EXERCISE:
Set down, exactly and with no pictures, the line that contains "has width=795, height=532." and all lines after it in the listing.

RECORDS SHOWN:
____

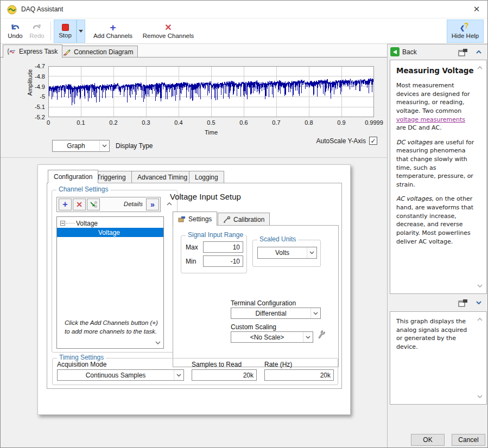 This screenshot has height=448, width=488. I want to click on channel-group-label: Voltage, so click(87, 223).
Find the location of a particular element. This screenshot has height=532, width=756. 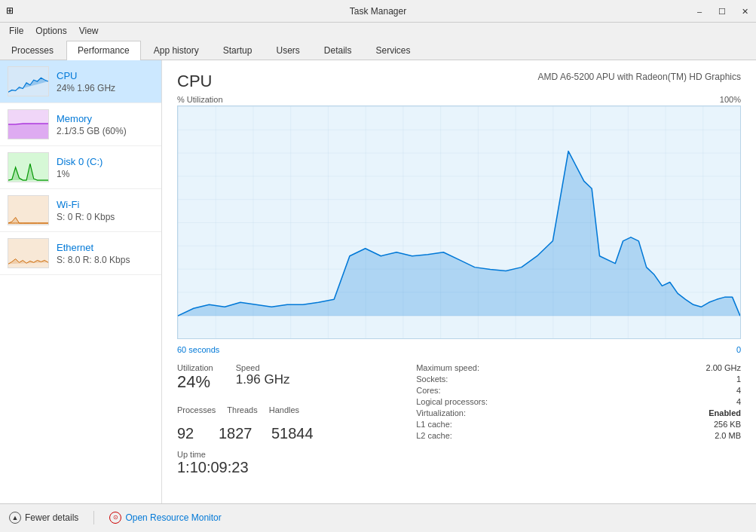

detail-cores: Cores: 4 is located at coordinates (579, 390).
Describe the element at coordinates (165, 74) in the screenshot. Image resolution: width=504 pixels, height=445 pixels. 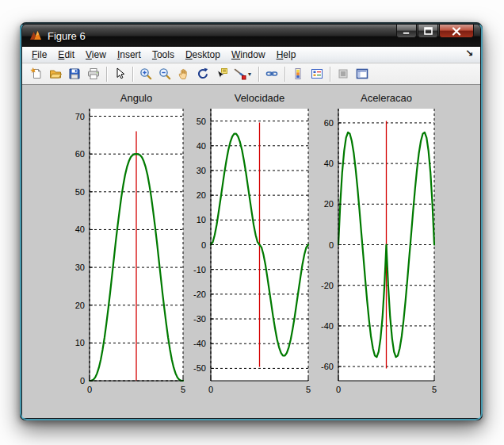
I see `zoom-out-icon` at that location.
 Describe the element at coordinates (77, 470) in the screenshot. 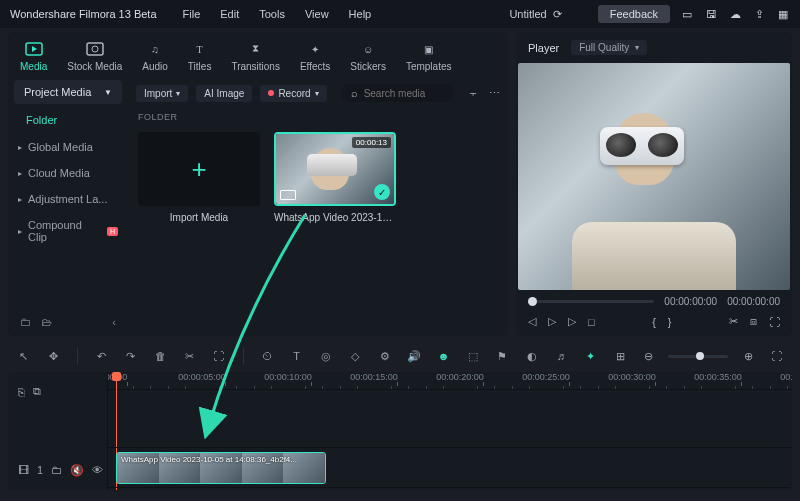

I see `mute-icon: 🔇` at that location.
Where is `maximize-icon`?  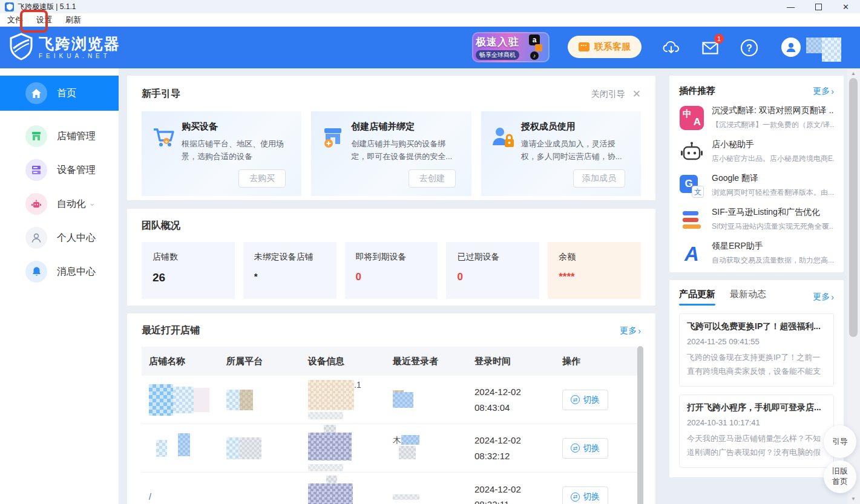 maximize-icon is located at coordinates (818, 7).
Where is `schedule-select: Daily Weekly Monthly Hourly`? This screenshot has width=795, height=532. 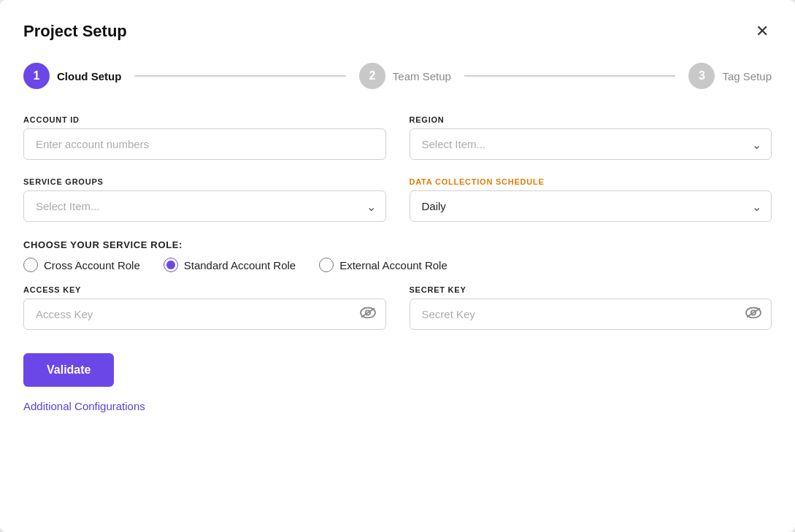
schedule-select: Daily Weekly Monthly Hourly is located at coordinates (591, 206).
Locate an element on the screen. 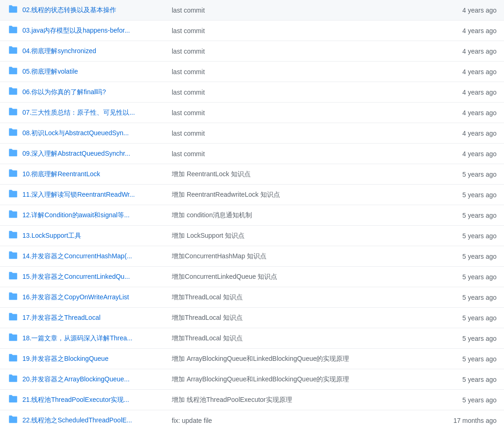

____

ANSWER TO THE EXERCISE:
Where is `schedule-select: Daily Weekly Monthly Hourly`? This screenshot has width=795, height=532. 
schedule-select: Daily Weekly Monthly Hourly is located at coordinates (591, 206).
Locate an element on the screen. 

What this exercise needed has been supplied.